Friday, May 9, 2014

Kepler-186f, Sunsets, Tourism, and a Musing Lemming


(From UPR at Arecibo, NASA; used w/o permission.)

"How a sunset might look on Earth's new cousin Kepler-186f"
"NASA confirms the discovery of an Earth-sized planet that may have potential for life, but its sun is dimmer than ours. Here's what an evening stroll on a beach on Kepler-186f might be like.
Eric Mack, c|net (April 17, 2014)

"NASA announced Thursday that it has confirmed the first planet beyond our solar system that exists in the habitable zone of its star and is close to the size of Earth, making it the most likely exoplanet yet validated to host life. But the planet, Kepler-186f, orbits an M-class dwarf star and receives only about a third of the energy from its sun that Earth receives from our own beloved fireball.

"That means it could be a frozen, Hoth-like world, or it could be more dry and dead like Mars. But if conditions are right and liquid water exists on Kepler-186f, as NASA thinks it might, it could look more like the above conception, a slightly more chilly version of Earth with shallow oceans...."

Folks at the University of Puerto Rico at Arecibo's Planetary Habitability Laboratory started with a photo of sunset as seen from a Caribbean beach. A little digital tweaking later, they had what sunset on Kepler-186f would look like: if the planet has an atmosphere and ocean a bit like Earth's.

We don't know if Kepler-186f has an atmosphere, let alone water: but if it does, at least some of the water will probably be liquid.

Sunlight on Kepler-186f's at high noon would be a big like sunlight on Earth an hour before sunset: the climate will be on the nippy side for humans, at best. The sunlight isn't just dimmer: it's redder, too. Or is that more red?

Kepler-186f's star is smaller than Earth's Sol: and it's cooler: about 3,788° Kelvin, compared to Sol's 5,778° Kelvin. That's why Arecibo's simulated sunset looks like one of William Ascroft's Krakatoa sunset sketches.

Looking Ahead: Tourism Destinations in 4814

At the moment, humans must be content with studying Kepler-186f from the Solar system. Keper-186 is nearly 500 light years away: too far for any off-the-shelf transportation system available on Earth.

Humans have, over the last million years, been consistently innovative: and the Lemming sees no sign that this inventive streak has played itself out. It may not be too long before humans travel between stars as routinely as they do between continents today.

If Kepler-186f has an atmosphere, and water, and life: that's a lot of "ifs," but let's suppose that the planet's equatorial zone is warm enough for human comfort.

Kepler-186f is slightly larger than Earth, but not by much. The Lemming made a very rough estimate of Kepler-186f's surface gravity.

With a diameter 1.11 times Earth, Kepler-186f's volume is 1.37 times Earth's, give or take. If it's made of exactly the same mix of rock and metal, it'd be denser: but the Lemming's looking for a rough estimate, so let;s say that it's 1.37 times Earth's mass.

Plugging these numbers into the old g = m/r2 equation, where g is surface gravity, m is mass, and r is radius (Earth=1); the Lemming got a surface gravity for Kepler-186f of about 1.11 g. Humans shouldn't find that too uncomfortable.

Someone weighing 150 pounds here would have about 166 pounds pressing on the sands of that hypothetical beach. It'd be like wearing a 16 pound backpack: except that the force would be distributed throughout the body.

Spectacular sunsets, weather on the nippy side but tolerable, far from the hustle and bustle of Earth: the Lemming thinks Kepler-186f has serious potential as a tourist destination.

Ridiculous? maybe. More to the point, today humans can't get there: but 28 centuries back, when Homer's "Odyssey" was new, cruise ships might have seemed just as impossible.

Of course, someone may already be living there: and that's another topic.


# How to complete this task
In the entries that follow, locate the line with "Compute the bounding box for man.", then restate that line and all later lines exactly as they appear, leaving pictures out.

****

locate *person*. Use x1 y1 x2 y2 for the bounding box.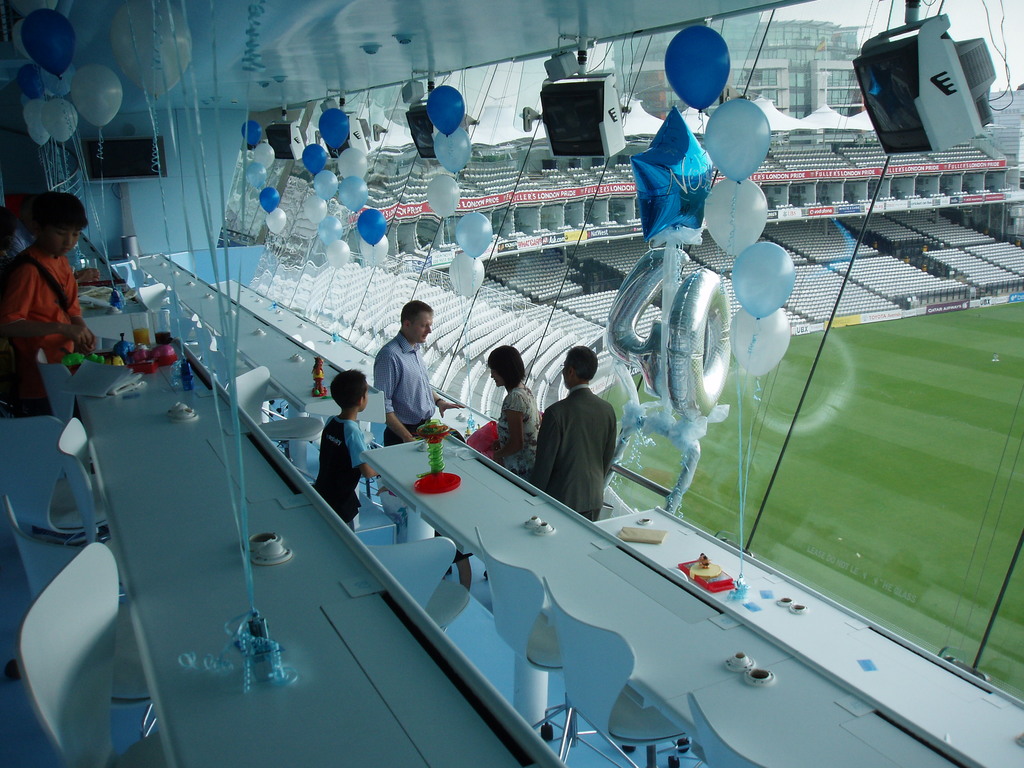
487 348 536 474.
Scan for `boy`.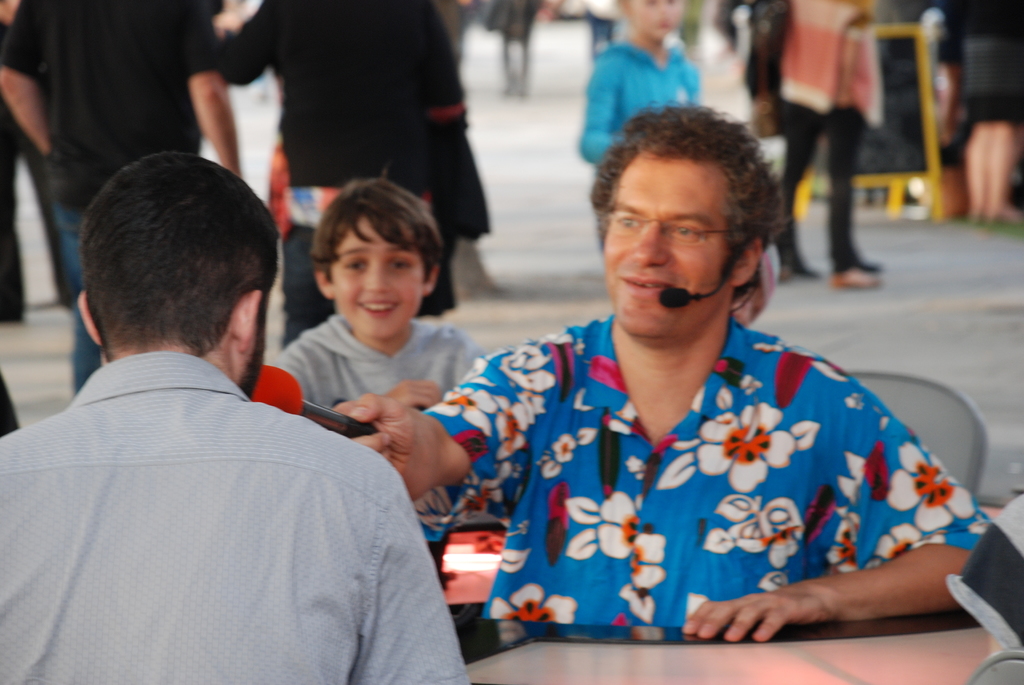
Scan result: (left=267, top=173, right=486, bottom=409).
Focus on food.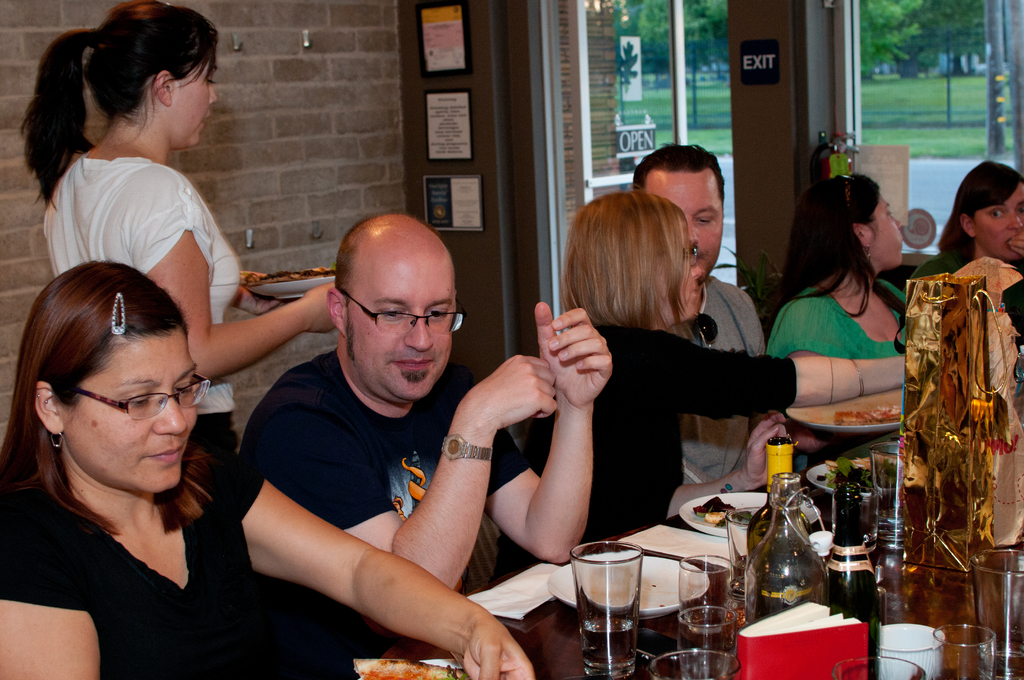
Focused at [698,500,750,526].
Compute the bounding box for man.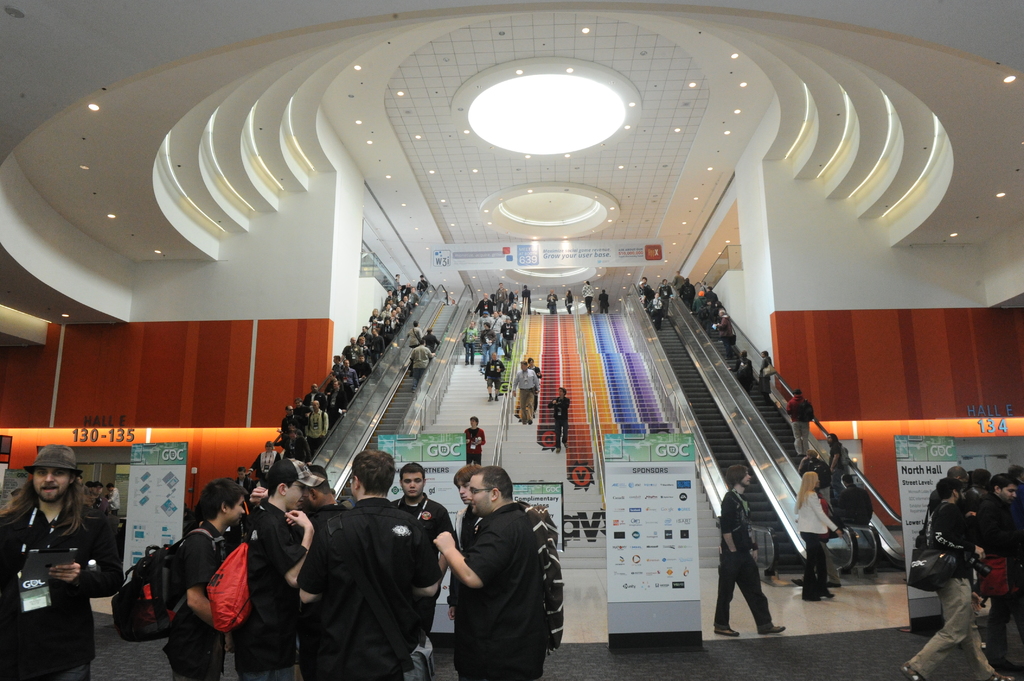
bbox=[642, 284, 653, 308].
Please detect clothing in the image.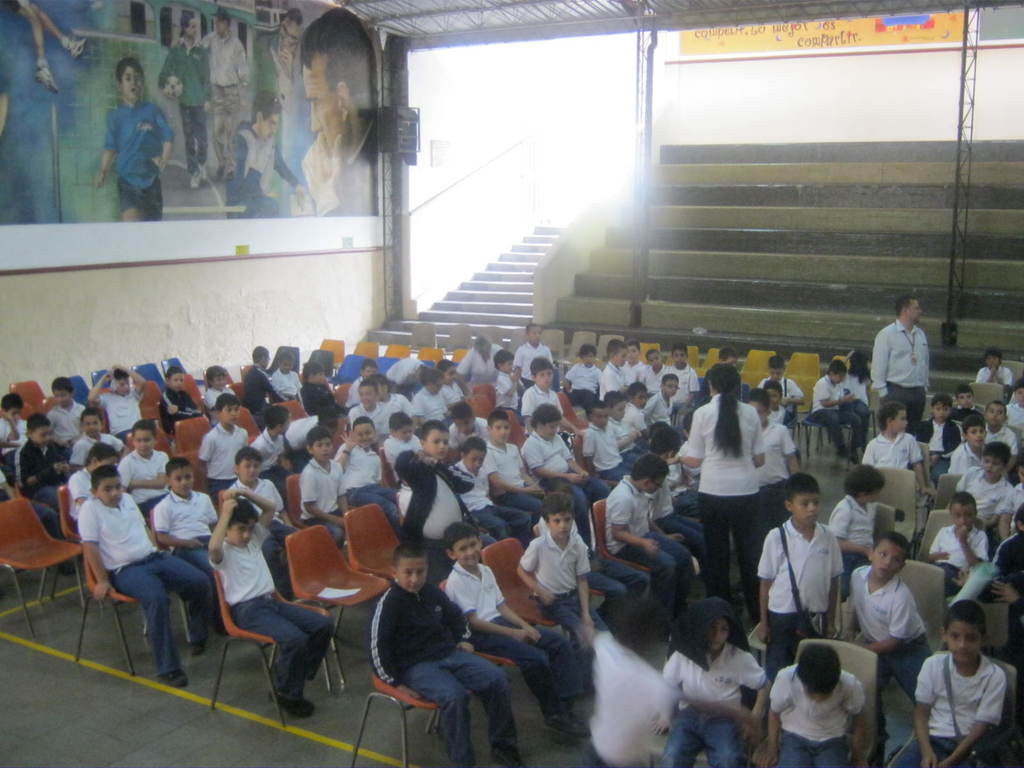
<region>221, 126, 301, 208</region>.
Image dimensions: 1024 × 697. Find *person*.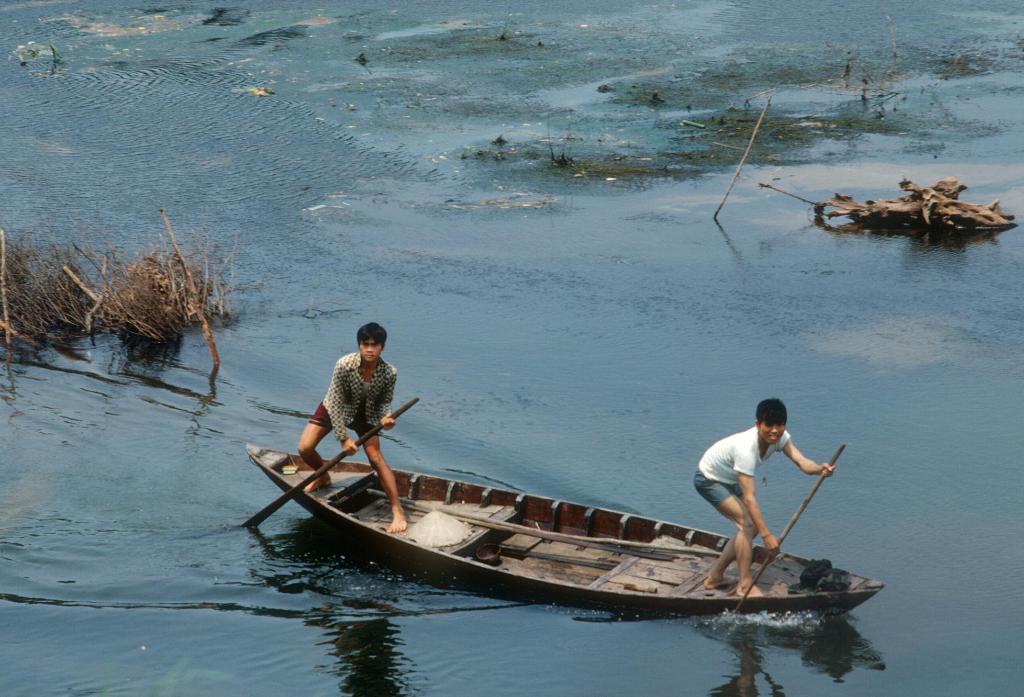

****

# Expected answer
Compute the bounding box for man.
bbox=[642, 284, 653, 308].
Please detect clothing in the image.
<region>221, 126, 301, 208</region>.
Image dimensions: 1024 × 697. Find *person*.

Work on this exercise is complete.